Betting on fuel cells' future
Ion Power is among small companies advancing the technology
By STEVEN CHURCH / The News Journal
05/05/2005
Stephen Grot has more ideas than he has time to pursue as co-owner of Ion Power Inc., a small technology company near Delaware City that makes parts for fuel cells.
So when a brainstorm struck him last year about a better way to produce hydrogen, the fuel that runs fuel cells, he asked researchers at Penn State for help. Ion Power doesn't do any hydrogen research. Without help, his idea might have gone nowhere.
By collaborating with other researchers, Grot helped discover a more efficient way of coaxing microbes that live in wastewater to produce hydrogen. If the findings are confirmed and the process refined, any town with a wastewater plant could someday produce hydrogen for use in cars powered by fuel cells, Grot said.
And anything that boosts the use of fuel cells would be a boost for Ion Power, which Grot founded six years ago after working as a fuel cell scientist for General Motors.
Ion Power is one of the many small technology companies in the United States fighting for a toehold in the fast-growing fuel cell industry.
Fuel cells offer the potential for clean - and eventually affordable - energy. If the technological glitches are overcome, fuel cells could replace power plants, gasoline engines and lead-filled batteries.
Ion Power has received a $3.3 million federal grant to develop ways to recycle the platinum used in fuel cells. The high cost of platinum is one of the reasons that experts say fuel cells are not yet able to compete with traditional engines.
The U.S. Department of Energy estimates that electricity from a new fuel cell would cost about $3,700 per kilowatt of energy produced compared with $1,700 per kilowatt produced by a new nuclear power plant and $1,100 per kilowatt from a new coal-burning plant.
The energy department has set aside hundreds of millions of dollars to help pay for research into developing a fuel cell that would produce electricity at a cost of about $400 per kilowatt.
Grot's work on fuel cells is directly related to a discovery that his father, Walther Grot, made while working for the DuPont Co. in the 1960s. Walther Grot discovered Nafion, which has been used in fuel cell membranes for more than 35 years.
Today, Ion Power's research involves reusing the platinum from Nafion-based membranes. Walther Grot, who is 75, now works with the company his son founded, helping out with research and offering advice.
Grot, 41, grew up in Chadds Ford in a home where science "was the family hobby," he said.
He studied at Penn State University and the University of Delaware. Eventually he helped lead General Motors efforts to develop a fuel cell vehicle.
He owns Ion Power with his wife, Wendy, who works as the company's human resource manager.
The company gets about 50 percent of its revenues from government contracts and the rest from sales of Nafion and Nafion-based membranes for fuel cells.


[Task goal] Your copy starts at the line containing "Find the location of a" and ends at the last line of the material below. Reproduce those lines exactly, with no pictures.

[Data]
◆ ◆ ◆ ◆ ◆
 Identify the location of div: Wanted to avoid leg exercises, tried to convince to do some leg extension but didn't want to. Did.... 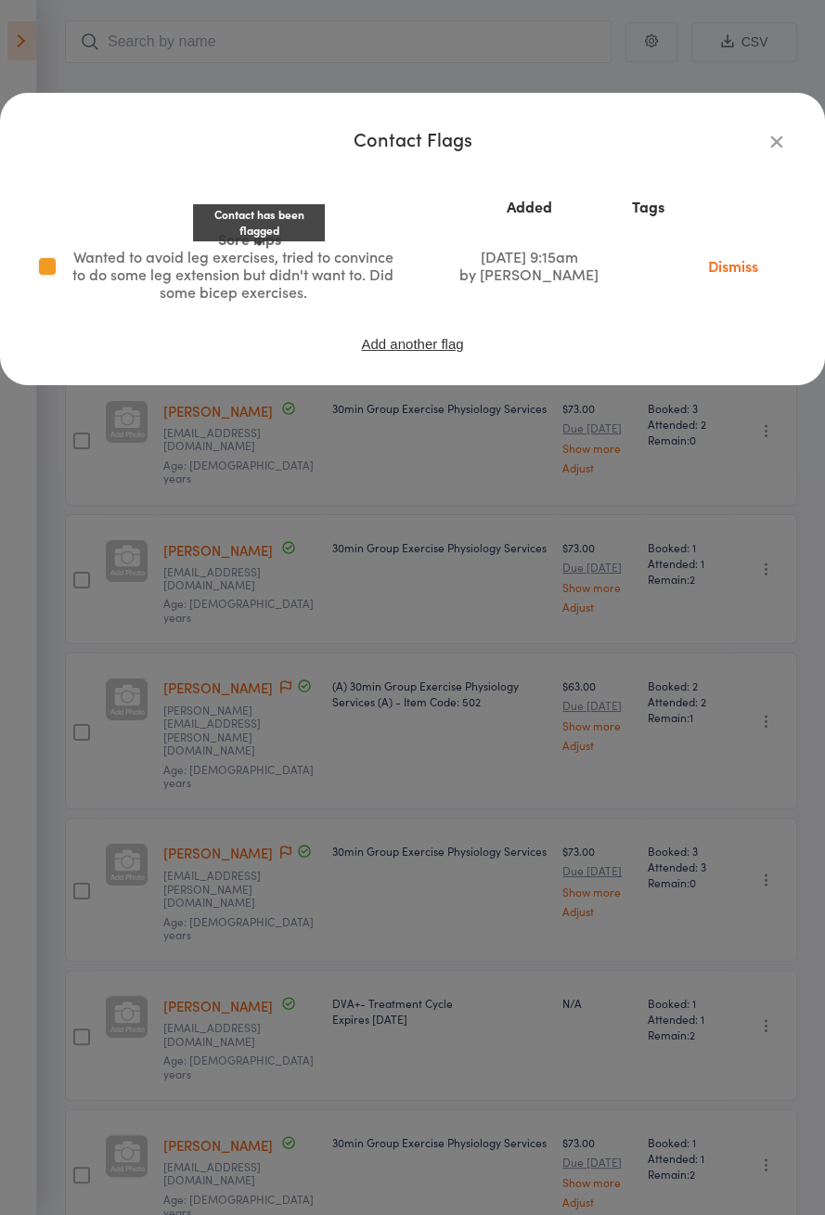
(233, 274).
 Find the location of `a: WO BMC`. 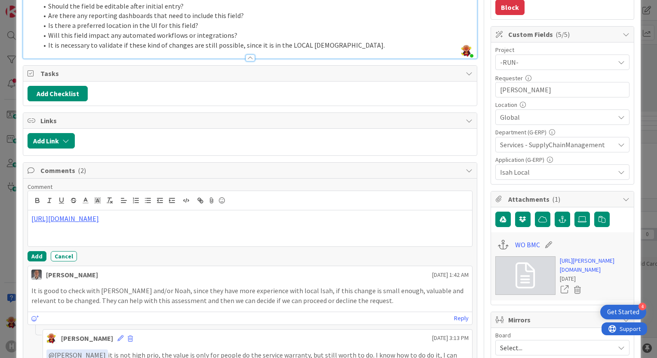

a: WO BMC is located at coordinates (527, 245).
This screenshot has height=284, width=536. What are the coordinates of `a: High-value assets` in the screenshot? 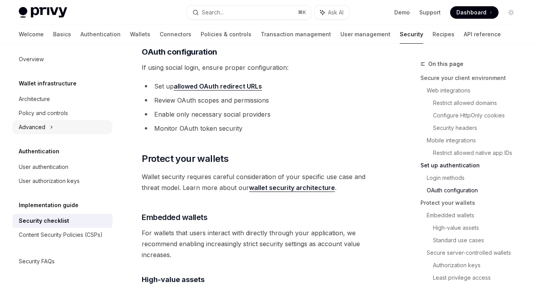 It's located at (478, 228).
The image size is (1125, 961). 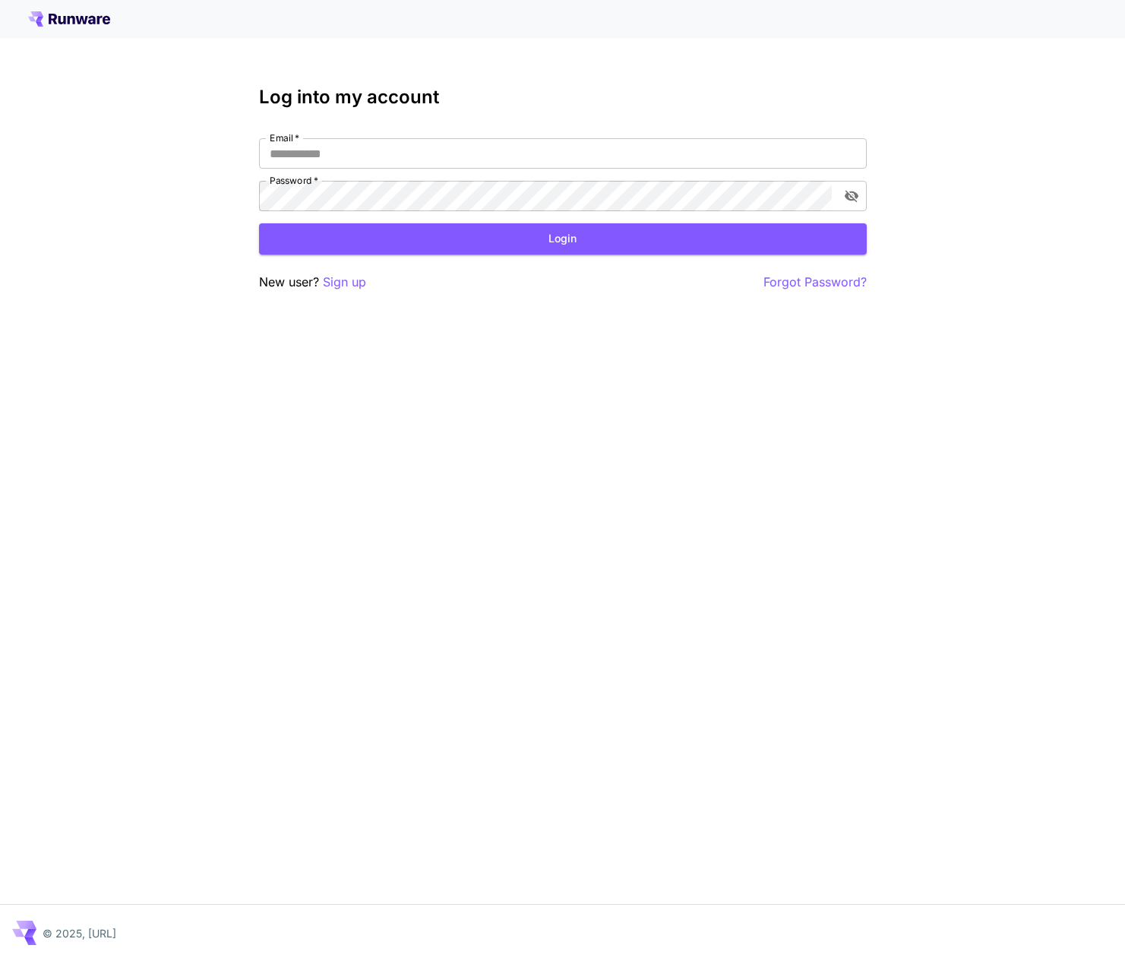 I want to click on p: Forgot Password?, so click(x=815, y=282).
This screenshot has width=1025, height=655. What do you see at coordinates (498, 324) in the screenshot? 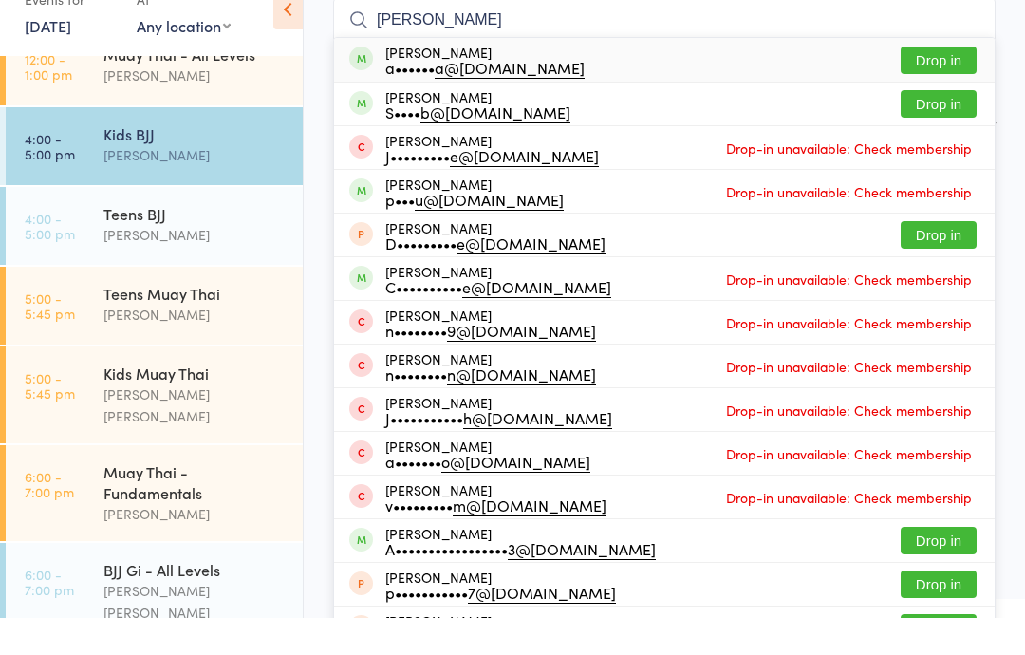
I see `div: C••••••••••` at bounding box center [498, 324].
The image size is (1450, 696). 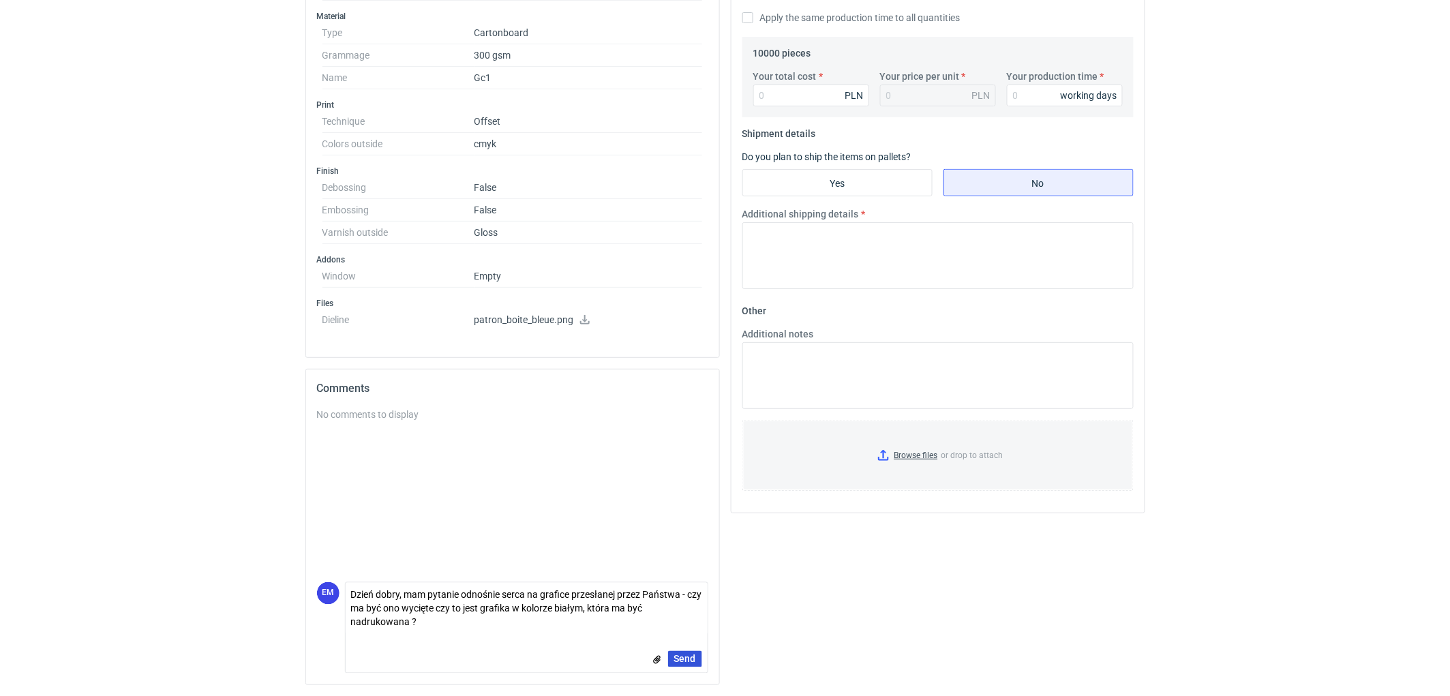 I want to click on dd: Gloss, so click(x=588, y=233).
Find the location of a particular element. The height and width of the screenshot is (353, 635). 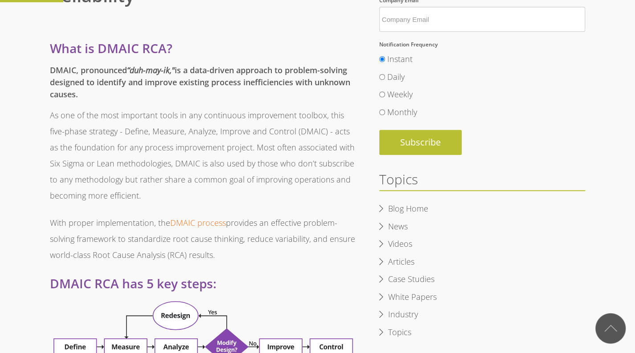

a: Industry is located at coordinates (403, 314).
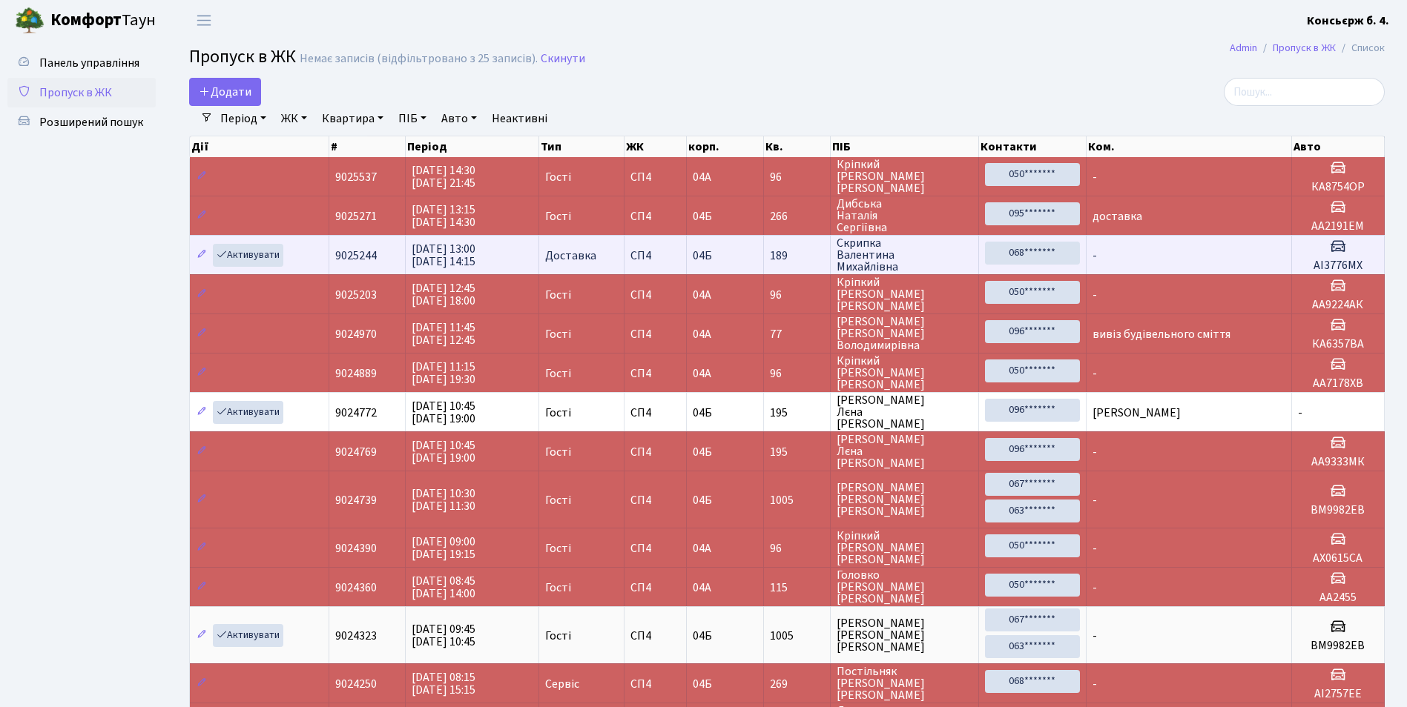 This screenshot has width=1407, height=707. Describe the element at coordinates (904, 255) in the screenshot. I see `span: Скрипка Валентина Михайлівна` at that location.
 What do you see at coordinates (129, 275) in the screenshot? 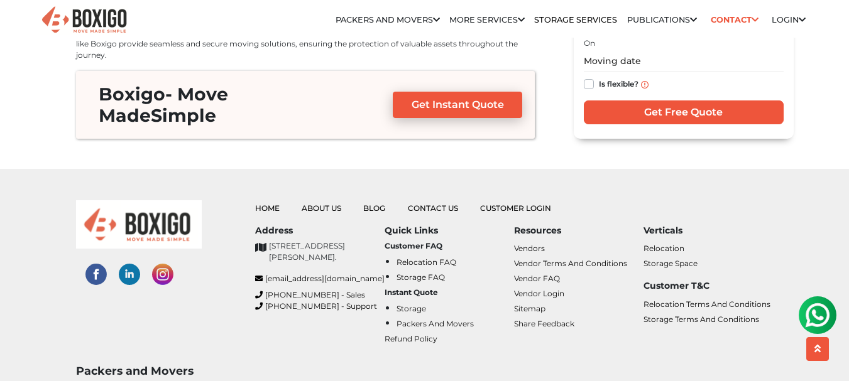
I see `img: linked-in-social-links` at bounding box center [129, 275].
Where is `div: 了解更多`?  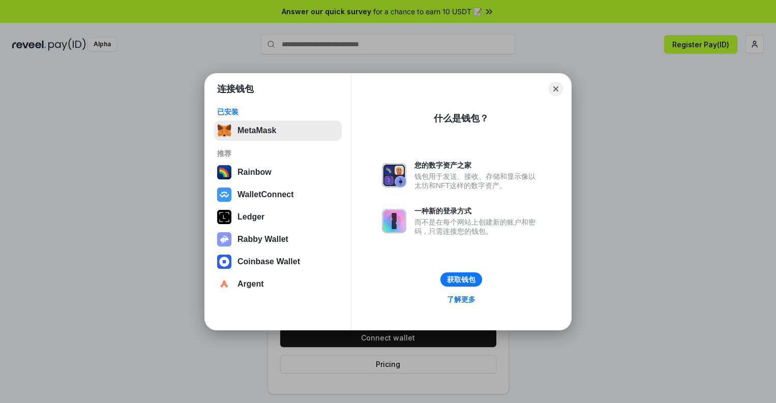
div: 了解更多 is located at coordinates (461, 299).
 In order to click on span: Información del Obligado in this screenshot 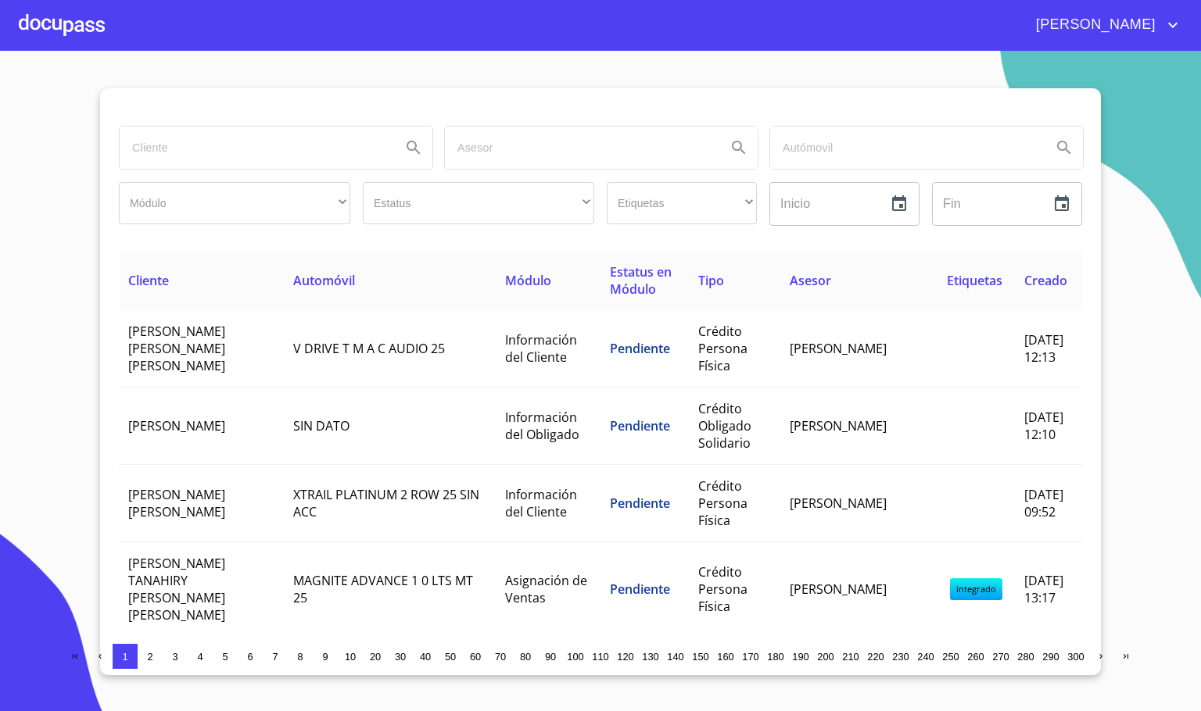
◆ ◆ ◆ ◆ ◆
[Solved exercise]
Find the location of a particular element. The height and width of the screenshot is (353, 635). 

a: Industry is located at coordinates (403, 314).
 This screenshot has width=1407, height=707. Describe the element at coordinates (904, 255) in the screenshot. I see `span: Скрипка Валентина Михайлівна` at that location.
 What do you see at coordinates (129, 275) in the screenshot? 
I see `img: linked-in-social-links` at bounding box center [129, 275].
Where is `div: 了解更多`?  
div: 了解更多 is located at coordinates (461, 299).
 In order to click on span: Información del Obligado in this screenshot 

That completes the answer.